Gosh, it was hot in London this afternoon. But, so far, we haven’t seen the temperatures and drought of the summer of 1976. In 1976, there were 15 consecutive days when temperatures reached 32C (89.6F) or higher somewhere in the UK, according to the Met Office. We haven’t managed that yet.
As I sat in St James’s Park this lunchtime, daydreaming just a little bit, I tried to remember what the summer of 1976 was like. Several nostalgic memories ebbed and flowed, reminding me that the UK is a very different place today.
I was eleven-years-old at the time, though I would turn twelve over the summer holidays. The youngest in my year at school, I remember arguing with my headmaster that summer term about a rule that I thought at the time was very unfair. At Beaudesert Park prep school you had to be twelve-years-old to wear long trousers. Throughout the year, the rest of my class had gradually achieved the grown-up status brought about by wearing ‘longs’, until I was the only one left in what I perceived to be the juvenile trappings of shorts and long socks. So, unlike today’s young people, who fight to be allowed to wear shorts to school in hot weather, I was campaigning for the right to wear itchy crimplene long trousers in a heatwave. I can’t remember whether or not I won. I suspect I lost.
That year, the Wall’s ice-cream factory in Gloucester reported an ‘all-time peak’ in production. I wasn’t interested in Walls ice-cream, though. All I wanted to eat was Winstones ice-cream, bought from a green and cream coloured ice-cream van on Minchinhampton Common. The texture was slightly gritty; there was only one flavour – vanilla; the cones were basic and perhaps not quite as crispy as they should have been; but a Winstones ice-cream was the best thing ever. Their factory on neighbouring Rodborough Common now has its own cafe and ice-cream parlour – and they sell a myriad of flavours, designed to tempt discerning Cotswold palates: spiced plumb, rhubarb crumble, honey and ginger. But for me, the only ice-cream to buy remains their basic vanilla. It tastes of childhood. As long as it comes with a flake, of course.
We holidayed in Bosham, in West Sussex. The journey, in our green Saab estate, windows down (no air conditioning), Jimmy Young on Radio 2 going in and out of reception (medium wave only) took about 4 hours – with the traffic “bumper to bumper”. Waggoners’ Walk and “Raymondo” demanding, “What’s the recipe today, Jim?”. Mum was (and still is) a saint. Dad joined us briefly on one weekend. (Things were not good between them at the time.) Our holiday home, owned by family friends, was right on the quayside. My brother and I were able to sail toy yachts and swim directly off the front steps of the house when the tide came in. We could amuse ourselves by watching the sea rise over the parked cars of tourists who hadn’t believed the “this road gets flooded at high tide” signs. When the tide was out, we played tennis and flew kites, made for us by our next-door neighbour: exquisite paper fabrications, quite different from the Peter Powell Stunt kite we had back home in Gloucestershire. We built sandcastles on West Wittering beach; made the annual pilgrimage to the Weald and Downland Open Air Museum and the strange little museum of taxidermy in Arundel. There were no iPads, no X-boxes, no music on demand.
For the rest of the summer, we were at home. My brother and I really were sent out of the house first thing with packs of sandwiches, crisps and a fizzy drink (and the family dogs to look after us) – and told not to come home before tea-time. The same went for our friends. Children and dogs all pretty much went feral for several weeks. We played in the fields that surrounded the village, built camps, made and sailed toy boats on the brook at the bottom of the hill, though I guess there wasn’t much water that summer. Mum didn’t have to organise ‘playdates’ for me and my brother, though we did, every Tuesday, make the trip to Bristol to go ice skating; and I also remember the thrill of the very modern wave machine at Swindon’s then new ‘Oasis’ leisure centre. At some point that summer, there would have been Scout camp, but my Troop didn’t do a full week away, just a weekend at Cranham.
The dogs were allowed to roam the village, with or without accompanying children. Hodges, our Labrador-Boxer cross, was very friendly with the vicar’s dog, Garth. The two of them had a habit of sprawling in front of the main door of the church on a Sunday morning. The congregation was expected to step over them, quietly so as not to wake them, when they left after Sunday matins.
I have no doubt that today’s children will look back on the summer of 2018 with fondness when they are middle-aged. They too will marvel at the comparative simplicity of their childhoods and the modest fun they enjoyed. But I can’t help feeling that my generation may have been the last to have enjoyed a real British childhood – one of scraped knees, uncomplicated pleasures and, of course, lashings of ginger beer.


### Activity
Only the text should be kept: print every entry below exactly and leave each image out.
▬▬▬▬▬▬▬▬▬▬
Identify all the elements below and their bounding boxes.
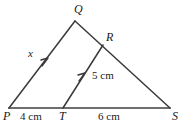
vertex-label-s: S [172, 110, 178, 122]
parallel-mark-pq-icon [41, 58, 48, 66]
measurement-label-ts: 6 cm [98, 111, 120, 122]
measurement-label-tr: 5 cm [92, 70, 114, 81]
vertex-label-q: Q [74, 3, 83, 15]
vertex-label-r: R [106, 31, 113, 43]
geometry-canvas [0, 0, 184, 126]
segment-PQ [9, 21, 75, 108]
side-length-label-x: x [28, 48, 33, 59]
segment-QS [75, 21, 170, 108]
vertex-label-p: P [3, 110, 10, 122]
geometry-figure: Q R P T S x 4 cm 6 cm 5 cm [0, 0, 184, 126]
measurement-label-pt: 4 cm [20, 111, 42, 122]
vertex-label-t: T [59, 110, 66, 122]
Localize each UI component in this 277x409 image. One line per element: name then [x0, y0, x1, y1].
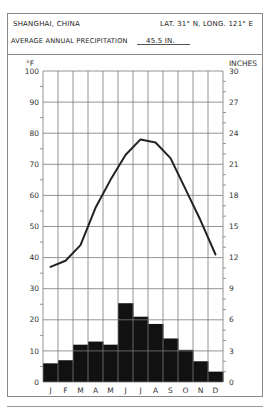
▬▬▬▬▬▬▬▬▬▬
### Exercise answer
Identify all the elements below and their bounding boxes.
vertex-label-s: S [172, 110, 178, 122]
parallel-mark-pq-icon [41, 58, 48, 66]
measurement-label-ts: 6 cm [98, 111, 120, 122]
measurement-label-tr: 5 cm [92, 70, 114, 81]
vertex-label-q: Q [74, 3, 83, 15]
vertex-label-r: R [106, 31, 113, 43]
geometry-canvas [0, 0, 184, 126]
segment-PQ [9, 21, 75, 108]
side-length-label-x: x [28, 48, 33, 59]
segment-QS [75, 21, 170, 108]
vertex-label-p: P [3, 110, 10, 122]
geometry-figure: Q R P T S x 4 cm 6 cm 5 cm [0, 0, 184, 126]
measurement-label-pt: 4 cm [20, 111, 42, 122]
vertex-label-t: T [59, 110, 66, 122]
Localize each UI component in this 277x409 image. One line per element: name then [x0, y0, x1, y1].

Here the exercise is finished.